Monday, February 04, 2019

"Democracy dies in the darkness"

I don't watch the Super Bowl. The last time I watched the big game with interest was Super Bowl IV, when Kansas City defeated the Minnesota Vikings, 23-7. I've been to three or four Super Bowl parties over the years at which the games were on the TV; I've paid enough attention to be polite.

But I read about the Washington Post Super Bowl commercial and decided to look it up this morning.

Journalists, like the rest of we who make up the human race, aren't perfect. But they play an important role in seeking to ferret out and share the truth each day. I'm grateful to the lion's share of journalists who seek to simply tell the truth. I honor journalists killed in the line of doing their duty.

I like the words of former president, George W. Bush: "I consider the media to be indispensable to democracy...we need the media to hold people like me to account. I mean, power can be very addictive and it can be corrosive and it's important for the media to call to account people who abuse their power, whether it be here or elsewhere.”

In a letter written in 1816, Thomas Jefferson said, "If a nation expects to be ignorant and free, in a state of civilization, it expects what never was and never will be. The functionaries of every government have propensities to command at will the liberty and property of their constituents. There is no safe deposit for these but with the people themselves; nor can they be safe with them without information. Where the press is free, and every man able to read, all is safe."

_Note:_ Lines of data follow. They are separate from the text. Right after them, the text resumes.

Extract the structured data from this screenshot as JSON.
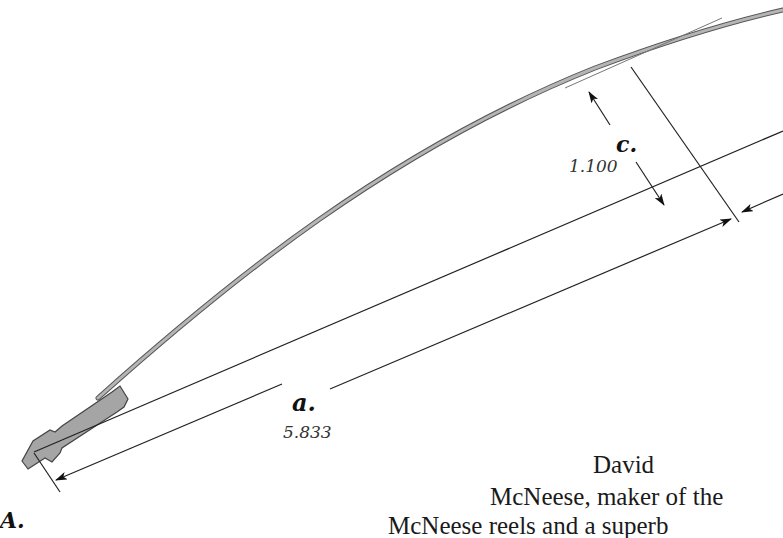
{
  "diagram": {
    "labels": {
      "point_a": "A.",
      "dim_a_letter": "a.",
      "dim_a_value": "5.833",
      "dim_c_letter": "c.",
      "dim_c_value": "1.100"
    },
    "colors": {
      "rod_fill": "#a9a9a9",
      "rod_outline": "#555555",
      "lines": "#222222"
    }
  },
  "caption": {
    "lines": [
      "David",
      "McNeese, maker of the",
      "McNeese reels and a superb"
    ]
  }
}
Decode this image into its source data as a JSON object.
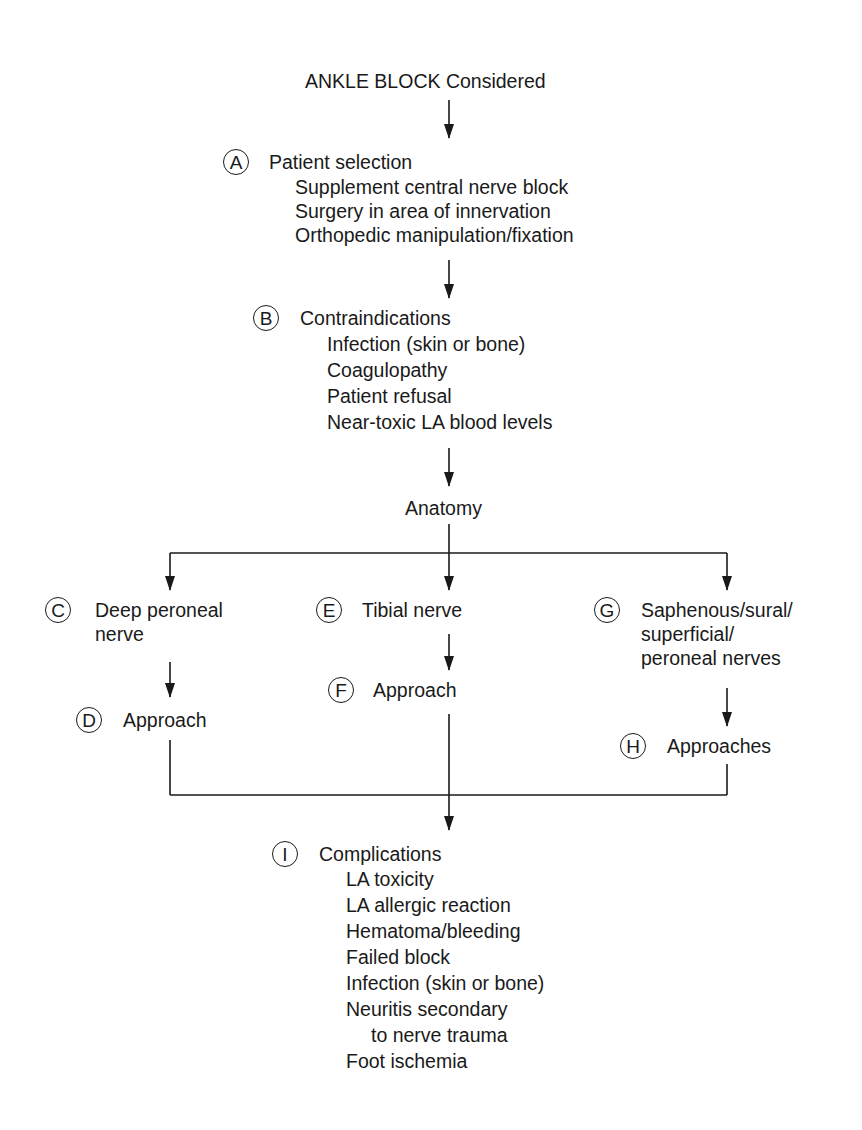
{
  "title": "ANKLE BLOCK Considered",
  "nodes": {
    "A": {
      "letter": "A",
      "heading": "Patient selection",
      "items": [
        "Supplement central nerve block",
        "Surgery in area of innervation",
        "Orthopedic manipulation/fixation"
      ]
    },
    "B": {
      "letter": "B",
      "heading": "Contraindications",
      "items": [
        "Infection (skin or bone)",
        "Coagulopathy",
        "Patient refusal",
        "Near-toxic LA blood levels"
      ]
    },
    "anatomy": {
      "heading": "Anatomy"
    },
    "C": {
      "letter": "C",
      "lines": [
        "Deep peroneal",
        "nerve"
      ]
    },
    "D": {
      "letter": "D",
      "heading": "Approach"
    },
    "E": {
      "letter": "E",
      "heading": "Tibial nerve"
    },
    "F": {
      "letter": "F",
      "heading": "Approach"
    },
    "G": {
      "letter": "G",
      "lines": [
        "Saphenous/sural/",
        "superficial/",
        "peroneal nerves"
      ]
    },
    "H": {
      "letter": "H",
      "heading": "Approaches"
    },
    "I": {
      "letter": "I",
      "heading": "Complications",
      "items": [
        "LA toxicity",
        "LA allergic reaction",
        "Hematoma/bleeding",
        "Failed block",
        "Infection (skin or bone)",
        "Neuritis secondary",
        "to nerve trauma",
        "Foot ischemia"
      ]
    }
  }
}
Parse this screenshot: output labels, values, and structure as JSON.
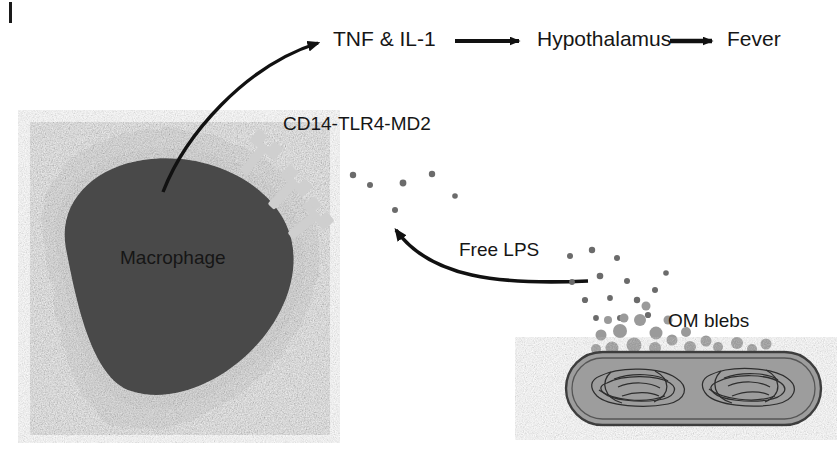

Freedom of the press, respect for the press, and protection of the press is as essential for our democracy as the military, intelligence services, law enforcement, and agencies that safeguard our health, environment, transportation, and drugs. And I respect all these institutions that work for us within government, even though they don't always get things right. I also respect the press, the media,  as that outside entity, the "fourth estate," which also doesn't always get things right and is accountable to news-consumers and the market when it gets things wrong.

President Kennedy, borrowing phrasing from a prominent coffee commercial of the early 60s, once remarked that he was reading newspapers, but enjoying it less. Our disappointment with what we see, read, and hear from various news outlets probably has a lot more to do with them telling us the truth that we would prefer not hearing than with falsehoods that sometimes are told.

I've been misquoted by newspapers and other journalists. It can be frustrating. But rarely do I find journalists getting the story completely wrong. And I have to remember that I mess up in my work too. But for all the risks, we will not long have a democracy without a free, inquiring press. Democracy does die in the darkness and a free press casts a bright light so that we can all see the facts.

The message of this ad is powerful and important.